Subclass in type hinting
When you specify cls: A
, you're saying that cls
expects an instance of type A
. The type hint to specify cls
as a class object for the type A
(or its subtypes) uses typing.Type
.
from typing import Type
def process_any_subclass_type_of_A(cls: Type[A]):
pass
From The type of class objects
:
Sometimes you want to talk about class objects that inherit from a
given class. This can be spelled asType[C]
whereC
is a class. In
other words, whenC
is the name of a class, usingC
to annotate an
argument declares that the argument is an instance ofC
(or of a
subclass ofC
), but usingType[C]
as an argument annotation declares
that the argument is a class object deriving fromC
(orC
itself).
How to type-hint that container subclass always contains particular type?
Use typing.Generic
to pass a type to the Box
superclass from a subclass using a typing.TypeVar
from typing import Generic, TypeVar
T = TypeVar('T')
class Box(Generic[T], list[T]):
pass
class IntBox(Box[int]):
pass
class StrBox(Box[str]):
pass
ib = IntBox(())
answer1 = ib[0] # int
sb = StrBox(())
answer2 = sb[0] # str
Python type hinting: how to tell X is a subclass for Foo?
It seems like other current (22 Sep 2016) answers here are incorrect. According to PEP 484 (about Type Hints), there exists a hint for type of class objects, called Type[C]. And according to typing
module's documentation, you can use typing.Type[C] to achieve exactly what you want. I'm using those myself with Python 3.5.2.
Quoting the PEP:
Sometimes you want to talk about class objects, in particular class objects that inherit from a given class. This can be spelled as Type[C] where C is a class. To clarify: while C (when used as an annotation) refers to instances of class C , Type[C] refers to subclasses of C .
And quoting the docs:
A variable annotated with C may accept a value of type C. In contrast, a variable annotated with Type[C] may accept values that are classes themselves – specifically, it will accept the class object of C.
And referring to your specific example:
import typing
class A(object):
pass
class B(A):
pass
def register(cls: typing.Type[A]):
assert issubclass(cls, A)
register(A)
register(B)
You can check such code statically using mypy, and it should work in simple cases -- beware however that mypy is a work in progress, as of now there are several issues open about Type[C] hinting.
Python 3 type annotations and subclasses
will this only accept an object of class
FooBase
?
No, this will accept any subclasses too. This is also stated in the Theory of Type Hinting PEP, specifically the summary of Gradual Typing section:
A type
t1
is consistent with a typet2
ift1
is a subtype oft2
. (But not the other way around.)
take a look at it for further pointers when dealing with type hints.
do I need to build a Union of all cases.
Even if you did, all subclasses will be eliminated from the Union
and the subclasses are going to get skipped. Try creating the Union
you mention:
typing.Union[Foo1, Foo2, FooBar]
and the result should be FooBar
. The fact that it is an abstract class pays no difference here, Python itself uses many abstract classes in the typing
module.
Take for example the Sized
abc; hinting a function with Sized
allows any virtual subclass (classes defining __len__
) to be substituted:
def foo(obj: Sized): pass
foo([1, 2, 3, 4]) # ok
foo([2, 3, 4, 5]) # ok
Type hint for return value in subclass
Starting in Python 3.11, the correct return annotation for this code is Self
:
from typing import Self
class CustomEnum(Enum):
@classmethod
def random(cls) -> Self:
return random.choice(list(cls))
Quoting from the PEP:
This PEP introduces a simple and intuitive way to annotate methods that return an instance of their class. This behaves the same as the TypeVar-based approach specified in PEP 484 but is more concise and easier to follow.
The current workaround for this is unintuitive and error-prone:
Self = TypeVar("Self", bound="Shape")
class Shape:
@classmethod
def from_config(cls: type[Self], config: dict[str, float]) -> Self:
return cls(config["scale"])We propose using
Self
directly:from typing import Self
class Shape:
@classmethod
def from_config(cls, config: dict[str, float]) -> Self:
return cls(config["scale"])This avoids the complicated
cls: type[Self]
annotation and the TypeVar declaration with a bound. Once again, the latter code behaves equivalently to the former code.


▶ [What the task requires]: What lines in the entries hold the string "series"? List them.

▶ [Figure record listings]:
****
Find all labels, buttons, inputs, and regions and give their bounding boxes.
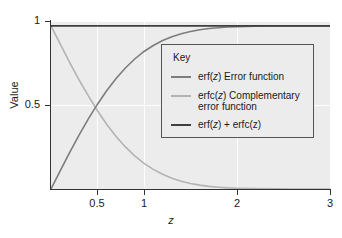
legend-label: erfc(z) Complementary error function bbox=[198, 90, 318, 112]
y-tick-label: 1 bbox=[10, 15, 40, 26]
legend-swatch-sum bbox=[171, 124, 191, 126]
legend-swatch-erfc bbox=[171, 95, 191, 97]
x-axis-label: z bbox=[0, 214, 342, 226]
y-tick-mark bbox=[45, 21, 50, 22]
chart-figure: 0.5 1 2 3 1 0.5 z Value Key erf(z) Error… bbox=[0, 0, 342, 238]
x-axis-line bbox=[50, 189, 331, 190]
x-tick-label: 2 bbox=[222, 197, 252, 210]
legend-label: erf(z) + erfc(z) bbox=[198, 119, 318, 130]
x-tick-label: 3 bbox=[315, 197, 342, 210]
y-tick-mark bbox=[45, 105, 50, 106]
legend-swatch-erf bbox=[171, 76, 191, 78]
x-tick-mark bbox=[330, 190, 331, 195]
legend-box: Key erf(z) Error function erfc(z) Comple… bbox=[161, 44, 314, 138]
x-tick-label: 1 bbox=[129, 197, 159, 210]
x-tick-mark bbox=[144, 190, 145, 195]
x-tick-mark bbox=[237, 190, 238, 195]
x-tick-label: 0.5 bbox=[82, 197, 112, 210]
legend-label: erf(z) Error function bbox=[198, 71, 318, 82]
legend-title: Key bbox=[173, 52, 190, 63]
x-tick-mark bbox=[97, 190, 98, 195]
y-axis-label: Value bbox=[8, 65, 20, 125]
y-axis-line bbox=[50, 20, 51, 190]
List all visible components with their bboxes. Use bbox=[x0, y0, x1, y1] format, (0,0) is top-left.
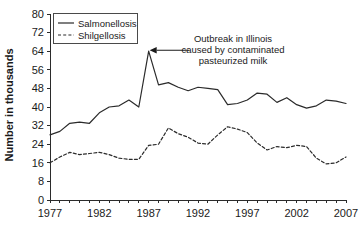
y-axis: 08162432404856647280 bbox=[32, 8, 50, 206]
epidemiology-line-chart: 08162432404856647280 1977198219871992199… bbox=[0, 0, 363, 236]
annotation-text-line-3: pasteurized milk bbox=[199, 55, 268, 66]
x-tick-label: 2002 bbox=[284, 207, 308, 219]
annotation-text-line-1: Outbreak in Illinois bbox=[194, 33, 272, 44]
y-tick-label: 56 bbox=[32, 64, 44, 76]
series-shilgellosis bbox=[50, 127, 346, 164]
y-tick-label: 40 bbox=[32, 101, 44, 113]
y-tick-label: 8 bbox=[38, 175, 44, 187]
data-series-group bbox=[50, 51, 346, 164]
y-tick-label: 64 bbox=[32, 45, 44, 57]
chart-container: 08162432404856647280 1977198219871992199… bbox=[0, 0, 363, 236]
x-tick-label: 2007 bbox=[334, 207, 358, 219]
x-tick-label: 1982 bbox=[87, 207, 111, 219]
x-axis-ticks: 1977198219871992199720022007 bbox=[38, 200, 358, 219]
x-axis: 1977198219871992199720022007 bbox=[38, 200, 358, 219]
y-tick-label: 16 bbox=[32, 157, 44, 169]
x-tick-label: 1987 bbox=[136, 207, 160, 219]
annotation-group: Outbreak in Illinois caused by contamina… bbox=[150, 33, 285, 66]
x-tick-label: 1997 bbox=[235, 207, 259, 219]
annotation-arrow-head bbox=[150, 47, 157, 53]
annotation-text-line-2: caused by contaminated bbox=[182, 44, 285, 55]
y-tick-label: 72 bbox=[32, 26, 44, 38]
chart-legend: Salmonellosis Shilgellosis bbox=[53, 13, 137, 43]
y-tick-label: 24 bbox=[32, 138, 44, 150]
x-tick-label: 1977 bbox=[38, 207, 62, 219]
y-tick-label: 48 bbox=[32, 82, 44, 94]
y-axis-title: Number in thousands bbox=[3, 48, 15, 161]
y-axis-ticks: 08162432404856647280 bbox=[32, 8, 50, 206]
y-tick-label: 32 bbox=[32, 119, 44, 131]
y-tick-label: 80 bbox=[32, 8, 44, 20]
y-tick-label: 0 bbox=[38, 194, 44, 206]
legend-label-shilgellosis: Shilgellosis bbox=[78, 30, 126, 41]
x-tick-label: 1992 bbox=[186, 207, 210, 219]
legend-label-salmonellosis: Salmonellosis bbox=[78, 18, 137, 29]
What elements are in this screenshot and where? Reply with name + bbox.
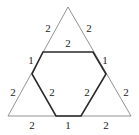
label-outer-left-lower: 2 (10, 86, 16, 98)
label-outer-right-lower: 2 (123, 86, 129, 98)
label-hex-lower-right: 2 (84, 86, 90, 98)
label-outer-top-left: 2 (45, 22, 51, 34)
inner-hexagon (32, 52, 106, 116)
label-outer-bottom-left: 2 (29, 119, 35, 131)
label-hex-lower-left: 2 (49, 86, 55, 98)
label-hex-top: 2 (65, 37, 71, 49)
triangle-hexagon-diagram: 2 2 2 2 2 2 2 1 1 2 2 1 (0, 0, 139, 135)
label-outer-top-right: 2 (86, 22, 92, 34)
label-hex-bottom: 1 (65, 119, 71, 131)
label-outer-bottom-right: 2 (103, 119, 109, 131)
label-hex-upper-right: 1 (102, 54, 108, 66)
label-hex-upper-left: 1 (28, 54, 34, 66)
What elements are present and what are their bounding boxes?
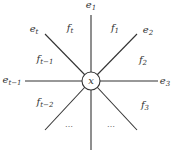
label-f-t-minus-1: ft−1 bbox=[37, 54, 54, 66]
star-graph-diagram: x e1e2e3et−1etftf1f2f3ft−1ft−2⋯⋯ bbox=[0, 0, 173, 155]
label-f-t: ft bbox=[67, 23, 74, 35]
center-node-label: x bbox=[88, 75, 94, 86]
label-f2: f2 bbox=[139, 55, 147, 67]
edge-e2 bbox=[97, 34, 137, 75]
label-f1: f1 bbox=[111, 23, 119, 35]
label-e1: e1 bbox=[86, 0, 96, 12]
ellipsis-right: ⋯ bbox=[107, 122, 116, 131]
label-f3: f3 bbox=[141, 100, 149, 112]
ellipsis-left: ⋯ bbox=[65, 122, 74, 131]
label-e2: e2 bbox=[143, 25, 153, 37]
label-e-t-minus-1: et−1 bbox=[2, 75, 21, 87]
label-e3: e3 bbox=[160, 76, 170, 88]
label-e-t: et bbox=[30, 24, 39, 36]
edge-lower-right bbox=[97, 87, 137, 130]
label-f-t-minus-2: ft−2 bbox=[37, 97, 54, 109]
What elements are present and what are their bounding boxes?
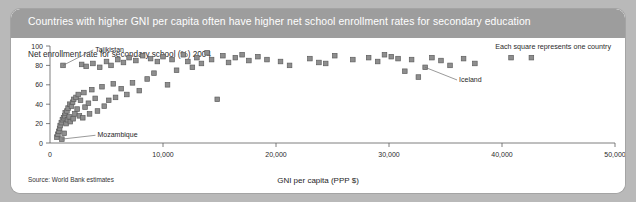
data-point — [109, 63, 114, 68]
data-point — [80, 115, 85, 120]
data-point — [104, 59, 109, 64]
data-point — [82, 90, 87, 95]
data-point — [323, 61, 328, 66]
data-point — [90, 87, 95, 92]
y-tick-label: 100 — [31, 43, 43, 50]
data-point — [102, 104, 107, 109]
data-point — [509, 55, 514, 60]
data-point — [186, 59, 191, 64]
data-point — [416, 75, 421, 80]
data-point — [389, 54, 394, 59]
data-point — [170, 57, 175, 62]
data-point — [278, 59, 283, 64]
data-point — [165, 83, 170, 88]
annotation-label: Iceland — [459, 76, 482, 83]
data-point — [461, 56, 466, 61]
plot-card: Net enrollment rate for secondary school… — [11, 38, 625, 193]
data-point — [95, 109, 100, 114]
data-point — [71, 116, 76, 121]
x-tick-label: 10,000 — [152, 151, 174, 158]
data-point — [430, 55, 435, 60]
data-point — [199, 61, 204, 66]
data-point — [155, 59, 160, 64]
data-point — [119, 86, 124, 91]
y-tick-label: 0 — [39, 140, 43, 147]
data-point — [79, 62, 84, 67]
data-point — [127, 55, 132, 60]
data-point — [473, 61, 478, 66]
data-point — [91, 61, 96, 66]
data-point — [62, 131, 67, 136]
x-tick-label: 30,000 — [378, 151, 400, 158]
data-point — [134, 58, 139, 63]
data-point — [137, 88, 142, 93]
data-point — [409, 57, 414, 62]
data-point — [111, 82, 116, 87]
data-point — [140, 53, 145, 58]
data-point — [125, 92, 130, 97]
y-tick-label: 20 — [35, 120, 43, 127]
scatter-plot: 020406080100010,00020,00030,00040,00050,… — [11, 38, 625, 193]
data-point — [529, 55, 534, 60]
data-point — [233, 55, 238, 60]
data-point — [161, 54, 166, 59]
x-tick-label: 0 — [48, 151, 52, 158]
data-point — [87, 112, 92, 117]
x-tick-label: 40,000 — [491, 151, 513, 158]
data-point — [205, 50, 210, 55]
data-point — [396, 56, 401, 61]
data-point — [190, 65, 195, 70]
data-point — [366, 55, 371, 60]
data-point — [382, 52, 387, 57]
data-point — [130, 81, 135, 86]
y-tick-label: 40 — [35, 101, 43, 108]
data-point — [174, 68, 179, 73]
data-point — [152, 71, 157, 76]
annotation-label: Tajikistan — [95, 46, 124, 54]
data-point — [106, 98, 111, 103]
x-tick-label: 50,000 — [604, 151, 625, 158]
annotation-label: Mozambique — [97, 131, 137, 139]
data-point — [100, 84, 105, 89]
data-point — [423, 65, 428, 70]
data-point — [439, 58, 444, 63]
data-point — [195, 55, 200, 60]
data-point — [403, 69, 408, 74]
data-point — [209, 57, 214, 62]
data-point — [113, 95, 118, 100]
data-point — [116, 57, 121, 62]
data-point — [287, 63, 292, 68]
data-point — [265, 57, 270, 62]
data-point — [76, 92, 81, 97]
data-point — [145, 77, 150, 82]
data-point — [351, 57, 356, 62]
data-point — [93, 96, 98, 101]
data-point — [256, 54, 261, 59]
data-point — [317, 60, 322, 65]
data-point — [148, 56, 153, 61]
data-point — [375, 59, 380, 64]
y-tick-label: 60 — [35, 81, 43, 88]
data-point — [221, 53, 226, 58]
data-point — [448, 63, 453, 68]
data-point — [75, 107, 80, 112]
data-point — [73, 112, 78, 117]
data-point — [97, 65, 102, 70]
data-point — [308, 56, 313, 61]
data-point — [226, 60, 231, 65]
figure-header-band: Countries with higher GNI per capita oft… — [11, 9, 625, 38]
data-point — [181, 52, 186, 57]
y-tick-label: 80 — [35, 62, 43, 69]
data-point — [121, 60, 126, 65]
data-point — [86, 101, 91, 106]
data-point — [247, 58, 252, 63]
figure-card: Countries with higher GNI per capita oft… — [11, 9, 625, 193]
data-point — [332, 53, 337, 58]
x-tick-label: 20,000 — [265, 151, 287, 158]
data-point — [215, 97, 220, 102]
data-point — [240, 52, 245, 57]
data-point — [78, 98, 83, 103]
chart-title: Countries with higher GNI per capita oft… — [28, 16, 531, 27]
data-point — [84, 64, 89, 69]
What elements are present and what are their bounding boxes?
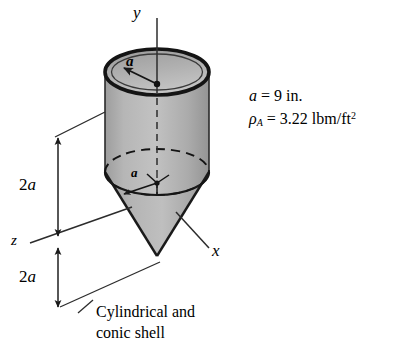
diagram-graphics [0, 0, 418, 356]
caption-line-2: conic shell [96, 325, 165, 342]
density-property-unit: lbm/ft [312, 110, 351, 127]
radius-property-symbol: a [249, 87, 257, 104]
radius-property-value: 9 [274, 87, 282, 104]
z-axis-label: z [11, 233, 17, 249]
lower-leader-line [60, 262, 160, 307]
density-property-unit-exponent: 2 [351, 110, 356, 121]
upper-dimension-number: 2 [19, 175, 28, 194]
caption-line-1: Cylindrical and [96, 304, 195, 321]
upper-dimension-symbol: a [28, 175, 37, 194]
upper-dimension-label: 2a [19, 176, 36, 194]
lower-dimension-symbol: a [28, 267, 37, 286]
density-property-equals: = [267, 110, 276, 127]
density-property-subscript: A [257, 117, 263, 128]
x-axis-label: x [212, 242, 220, 260]
lower-dimension-label: 2a [19, 268, 36, 286]
upper-leader-line [55, 112, 105, 137]
density-property-symbol: ρ [249, 110, 257, 127]
radius-property-line: a = 9 in. [249, 88, 302, 105]
mid-radius-label: a [131, 166, 138, 180]
figure-canvas: y x z a a 2a 2a a = 9 in. ρA = 3.22 lbm/… [0, 0, 418, 356]
caption-leader-line [78, 300, 93, 313]
radius-property-unit: in. [286, 87, 302, 104]
x-axis [176, 212, 209, 248]
density-property-value: 3.22 [280, 110, 308, 127]
density-property-line: ρA = 3.22 lbm/ft2 [249, 111, 356, 128]
y-axis-label: y [133, 4, 141, 22]
radius-property-equals: = [261, 87, 270, 104]
z-axis [30, 207, 132, 243]
top-radius-label: a [126, 54, 134, 70]
lower-dimension-number: 2 [19, 267, 28, 286]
****
▶ [Response to this task]:
series-shilgellosis bbox=[50, 127, 346, 164]
data-series-group bbox=[50, 51, 346, 164]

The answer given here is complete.